Story-telling is central to the documentary and the campaign. From the stories shared by grieving parents to traumatised mothers to young women, the campaign’s message all along is one of compassion and empathy. Instead of seeking to divide and demonise, they united, searching for common ground on which to have difficult conversations. They made space for men to stand with women. They recognised intersectionality and amplified the voices of Traveller or Mincéir women, migrant women and women of colour. This inclusiveness was essential for a campaign that began because of the death of one of those very women. Savita Halappanavar, an Indian woman, living in Ireland, died after being denied an emergency termination in University Hospital Galway as she miscarried on 28 October 2012. Savita’s death stirred a collective shame in Ireland that is captured most strongly in the documentary in the words of a woman standing in protest outside the Dáil: ‘This is our shame’. It was in Savita’s death, a collective responsibility was born.
In focusing on the success of the Together for Yes campaign, and the lead up to the referendum day, the documentary acknowledges that this was ‘a campaign that was thirty plus years in the making’ but doesn’t let that journey take too much focus. For those living in Ireland during the referendum, it may glide over some of the more challenging parts of the campaign.
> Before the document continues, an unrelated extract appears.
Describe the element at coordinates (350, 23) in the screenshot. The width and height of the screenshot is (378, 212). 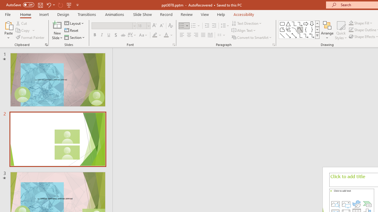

When Women Won is not the whole story but a token of appreciation for those who fought hard and for those who have already suffered so much. It is a moment of reflection, a point for people in Ireland who have long felt cast aside or excluded from conversations about their bodily autonomy, to pause, look around, and be proud. When Women Won is a punctuation in a long journey and no one can deny that it is worth celebrating.
Watching the documentary from my home in Sydney for the Irish Film Festival brought me back to the night the votes came rolling in. I had sought out somewhere I could be with others who were eagerly awaiting the results. At an event organised by Shauna Stanley, a member of this editorial board, fifty people gathered in Bear Bar, a small underground gay bar on Oxford Street. There a few burly bartenders welcomed us in to celebrate women on the other side of the world being afforded their rights. Their generosity of spirit speaks to the importance of global networks of solidarity. The Together for Yes campaign fought for a more compassionate Ireland, and in their success, it wasn’t only women who won: we all did.
Enya Moore
Enya is an Irish Sydney-based writer, researcher, and educator specialising in design. Her PhD research at University of Technology Sydney (UTS) focuses on transnational design events. Moore has published in Plot(s) Journal, Australasian Journal of Popular Culture, Design and Culture, and Design Issues. She has worked as an editor and contributor for Frame, Icon, and Indesign. Her writing also features in What I’ve Learned: 28 Creatives Share Career-defining Insights and Durty Words: A Space for Dialogue, Solidarity, Resistance, and Creation.